Musical books aren’t merely shorter than plays; they are different. The characters are
different, and the dialogue is different. No long, juicy soliloquies – that’s material for the
score. No poetic excursions in dialogue – that’s for the lyricist to do. The dialogue is
generally short and staccato, almost telegraphic in style: say what you have to and get
to the next song.
If that is an over-simplification, it is an accurate one.
Musical books and plays differ in structure as well. However, here the difference is
becoming less obvious that it used to be. Stagecraft has progressed and plays are not
as static as they once were. Not too long ago (okay, 50 years ago) the program for a
play would list three acts, but only one or two locations. The program would say “ACT II,
The Same, Three Weeks Later,” or, “During Scene 2, the curtain will be lowered for 30
seconds to denote the passage of 3 years,” and that sort of thing. Musicals, though,
tended to have many scenes occurring in many different locations.

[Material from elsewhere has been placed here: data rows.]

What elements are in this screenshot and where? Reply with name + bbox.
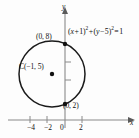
x-tick-label-zero: 0 — [60, 124, 64, 132]
circle-equation-label: (x + 1)2 + (y − 5)2 = 1 — [68, 28, 123, 36]
point-label-top: (0, 8) — [36, 33, 52, 41]
x-tick-label-minus2: −2 — [44, 124, 52, 132]
point-label-bottom: (0, 2) — [63, 102, 79, 110]
center-point-label: C(−1, 5) — [19, 63, 44, 71]
circle-coordinate-diagram: (x + 1)2 + (y − 5)2 = 1 (0, 8) (0, 2) C(… — [0, 0, 139, 138]
x-axis-label: x — [130, 119, 133, 127]
x-tick-label-2: 2 — [79, 124, 83, 132]
center-point-dot — [50, 72, 54, 76]
top-point-dot — [63, 42, 67, 46]
x-tick-label-minus4: −4 — [27, 124, 35, 132]
y-axis-label: y — [62, 3, 65, 11]
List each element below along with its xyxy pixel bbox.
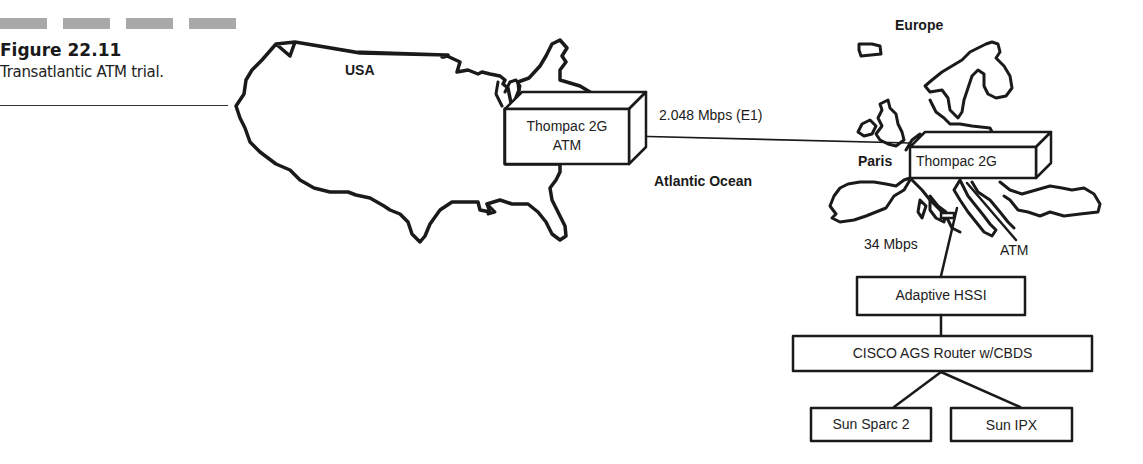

The structure of
musicals is more cinematic, or if you prefer, Shakespearean, in style as opposed to
plays which often stick to one location. Contemporary playwrights have discovered the
virtue of using the theatricality of the theatre to take us to many locations without
necessarily building unwieldy sets to shore up our imaginations, and this difference
between plays and musicals is disappearing. Shakespeare would approve: everything
old is new again.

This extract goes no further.